Malicious VSCode AI Assistants Directly Target Developers
Over a million developers are affected.
AI is everywhere now and AI coding assistants are becoming just as abundant as coffee shops. They can suggest code, explain errors, write functions, and review pull requests. Just about every developer marketplace is flooded with them - ChatGPT wrappers, Copilot alternatives, code completion tools promising to 10x your productivity.
Most developers probably install these tools without a second thought since they are in the official marketplace. Many have thousands of reviews and, most importantly, they work. So, they grant them access to their workspaces, files, keystrokes - and assume the tools only use that access to help them code. Unfortunately, that is not always the case.
On January 22 security researchers at Koi Security published information declaring that two Microsoft Visual Studio AI coding (VSCode) assistants were very malicious. The two extensions in question are:
ChatGPT – 中文版 (publisher: WhenSunset, 1.34 million installs)
ChatMoss (CodeMoss) (publisher: zhukunpeng, 150k installs)
Both are marketed as AI coding assistants, and both operate exactly as advertised. It has been found that both contain identical spyware that sends everything in your workspace to servers in China. The security research at Koi Security named this malicious campaign MaliciousCorgi.
The functionality of these assistants is normal. The user has the ability to select code, ask a question, and get a helpful AI-powered response. The extension also provides inline autocomplete - just like GitHub Copilot. As you type, it reads about 20 lines of context around your cursor and sends it to the AI server for suggestions. This is normal and expected behavior. Since the AI coding assistants need to read some of your code to help you write more code.
Three Channels of Information Collection
The researchers were able to find three channels of operation. The first channel watches every file you touch. The extension registers two listeners called “onDidOpenTextDocument” and “onDidChangeTextDocument”. So not just files you edit, but every file you open will be read, encoded in `Base64` and sent through a hidden iframe. Every character you type triggers another transmission. Normal AI assistants send approximately 20 lines of context around your cursor. These extensions send the entire file, every single time.
The second channel is worse. It is mass file harvesting mechanism that can send back your files whenever it wants, without you doing anything. This is triggered remotely from the server responses. The extension has the ability harvests up to 50 files from the developer’s workspace and sends them out without the developer noticing.
The third channel is a profiling engine. The malicious actors actively build a profile on the unsuspecting developer to determine if they and their code are a good target. A zero-pixel invisible iframe loads four commercial analytics platforms: Zhuge.io, GrowingIO, TalkingData, and Baidu Analytics. The page title in the source code is “ChatMoss数据埋点” which translates to “ChatMoss Data Tracking.” These platforms track your behavior, fingerprint your device, and figure out where you work and what you are working on. They are figuring out whose code is worth stealing.
Timeframe
Both malicious VScode AI Assistances have been available for over a year. Microsoft is currently investigating both plugins but at the time of this writing, both are still available in the Visual Studio Marketplace. Previously, there were some suspicions raised in October, 2025 that these extensions could be malicious, but these suspicions were not acted upon. Now, it is highly advised to remove both extensions immediately due to the high security risks that they pose.
Huge Risks
The dangers for developers are real because the assets that they have access to are highly valuable to malicious actors. Developers have access to the code, the servers, and more. To outline just a few things that hackers desire to obtain directly from developers:
The .env files with API keys and database passwords.
Config files with server endpoints.
Cloud credentials.
SSH keys.
Proprietary source code.
Features you have not shipped yet.
Recommendations
Developers are prized targets. All their environments should have a full stack of security tools including full network SOC monitoring. Unfortunately, this practice largely seems to be ignored. The proof is clearly visible in the fact that with so much data going to Chinese servers, SOC monitoring would have noticed, but only if it was present. With so many developers working in remote, in largely unmonitored and unsecured environments, nobody would notice this type of attack until a security researcher figured all of this out. Now it is too late. Endpoint protection software alone would not be enough to even notice this type of attack.
Developers using these malicious VScode AI Assistances will need to clean their environments, reset SSH keys, change all their credentials, get new servers spun up, and that may just be the beginning.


__Work item__
Locate the string "Technology" in the listing below. Copy every line where it is found.

# # # #

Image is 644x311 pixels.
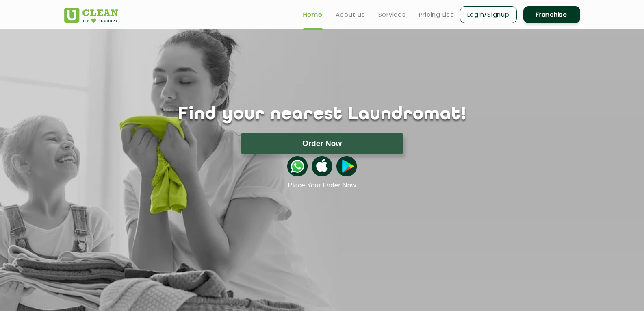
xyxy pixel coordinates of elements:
img: playstoreicon.png [336,156,357,176]
button: Order Now [241,133,404,154]
a: Pricing List [419,10,454,19]
img: UClean Laundry and Dry Cleaning [64,8,119,23]
a: Franchise [524,6,581,24]
a: Services [378,10,406,19]
img: apple-icon.png [312,156,332,176]
a: Home [303,10,322,19]
a: Login/Signup [460,6,517,24]
img: whatsappicon.png [287,156,308,176]
a: Place Your Order Now [287,181,356,189]
a: About us [335,10,365,19]
h1: Find your nearest Laundromat! [58,105,586,125]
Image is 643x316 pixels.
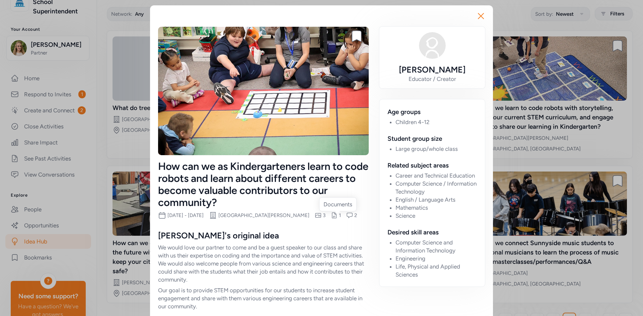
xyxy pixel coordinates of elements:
li: Computer Science / Information Technology [395,180,477,196]
li: Science [395,212,477,220]
li: Career and Technical Education [395,172,477,180]
li: Large group/whole class [395,145,477,153]
div: 1 [339,212,341,219]
div: Documents [323,201,352,209]
p: Our goal is to provide STEM opportunities for our students to increase student engagement and sha... [158,287,369,311]
div: [GEOGRAPHIC_DATA][PERSON_NAME] [218,212,309,219]
div: 3 [323,212,325,219]
div: [PERSON_NAME] [399,64,465,75]
div: Age groups [387,107,477,117]
li: Computer Science and Information Technology [395,239,477,255]
li: Mathematics [395,204,477,212]
div: 2 [354,212,357,219]
img: Avatar [419,32,446,59]
div: Educator / Creator [408,75,456,83]
p: We would love our partner to come and be a guest speaker to our class and share with us their exp... [158,244,369,284]
li: Life, Physical and Applied Sciences [395,263,477,279]
div: [DATE] - [DATE] [167,212,204,219]
li: Children 4-12 [395,118,477,126]
div: How can we as Kindergarteners learn to code robots and learn about different careers to become va... [158,161,369,209]
div: Student group size [387,134,477,144]
li: Engineering [395,255,477,263]
div: [PERSON_NAME]'s original idea [158,230,369,241]
div: Desired skill areas [387,228,477,237]
div: Related subject areas [387,161,477,170]
img: image [158,27,369,155]
li: English / Language Arts [395,196,477,204]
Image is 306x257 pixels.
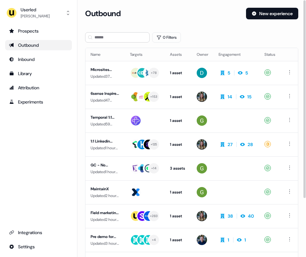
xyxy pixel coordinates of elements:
div: Inbound [9,56,68,63]
div: 1 asset [170,141,187,148]
div: + 78 [151,70,157,76]
div: Updated 3 hours ago by [PERSON_NAME] [91,241,120,247]
div: Updated 47 minutes ago by [PERSON_NAME] [91,97,120,104]
div: Updated 2 hours ago by [US_STATE][PERSON_NAME] [91,193,120,199]
div: Updated 59 minutes ago by [PERSON_NAME] [91,121,120,128]
div: 38 [228,213,233,220]
div: [PERSON_NAME] [21,13,50,19]
div: 28 [248,141,253,148]
th: Engagement [214,48,260,61]
div: Updated 2 hours ago by [PERSON_NAME] [91,217,120,223]
a: Go to integrations [5,242,72,252]
img: James [197,235,207,245]
div: 40 [248,213,254,220]
img: Charlotte [197,211,207,222]
img: David [197,68,207,78]
div: 5 [246,70,248,76]
div: Userled [21,6,50,13]
div: 1 asset [170,213,187,220]
div: Integrations [9,230,68,236]
img: Georgia [197,163,207,174]
div: 1 asset [170,70,187,76]
img: Georgia [197,116,207,126]
a: Go to experiments [5,97,72,107]
div: + 4 [152,237,156,243]
button: 0 Filters [152,32,181,43]
div: 1 asset [170,189,187,196]
div: 1 asset [170,94,187,100]
div: + 153 [150,94,158,100]
div: 5 [228,70,231,76]
div: Pre demo for Cribl [91,234,120,240]
div: Updated 37 minutes ago by [PERSON_NAME] [91,73,120,80]
div: Prospects [9,28,68,34]
a: Go to outbound experience [5,40,72,50]
div: Temporal 1:1 LinkedIn Ads [91,114,120,121]
div: 27 [228,141,233,148]
a: Go to templates [5,68,72,79]
div: Library [9,70,68,77]
div: Updated 1 hour ago by [US_STATE][PERSON_NAME] [91,169,120,175]
div: + 283 [150,213,158,219]
div: Experiments [9,99,68,105]
th: Name [86,48,125,61]
div: Field marketing sequence [91,210,120,216]
div: + 125 [151,142,158,148]
div: GC - No LinkedIn Outreach [91,162,120,169]
div: 15 [248,94,252,100]
th: Status [260,48,281,61]
div: Attribution [9,85,68,91]
div: 14 [228,94,233,100]
a: Go to attribution [5,83,72,93]
div: 1:1 Linkedin Outreach [91,138,120,145]
img: Georgia [197,187,207,198]
th: Targets [125,48,165,61]
img: Charlotte [197,92,207,102]
a: Go to prospects [5,26,72,36]
div: Settings [9,244,68,250]
div: MaintainX [91,186,120,192]
div: 1 [228,237,230,243]
th: Assets [165,48,192,61]
button: New experience [246,8,299,19]
div: 6sense Inspire ICP invites [91,90,120,97]
th: Owner [192,48,214,61]
div: Microsites outreach September [91,67,120,73]
h3: Outbound [85,9,121,18]
div: 3 assets [170,165,187,172]
img: Charlotte [197,140,207,150]
a: Go to Inbound [5,54,72,65]
button: Userled[PERSON_NAME] [5,5,72,21]
div: Outbound [9,42,68,48]
div: Updated 1 hour ago by [PERSON_NAME] [91,145,120,151]
div: 1 asset [170,237,187,243]
div: 1 asset [170,118,187,124]
div: 1 [245,237,246,243]
a: Go to integrations [5,228,72,238]
div: + 14 [151,166,157,171]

# # # #

__Answer space__
li: Computer Science / Information Technology [395,180,477,196]
li: Computer Science and Information Technology [395,239,477,255]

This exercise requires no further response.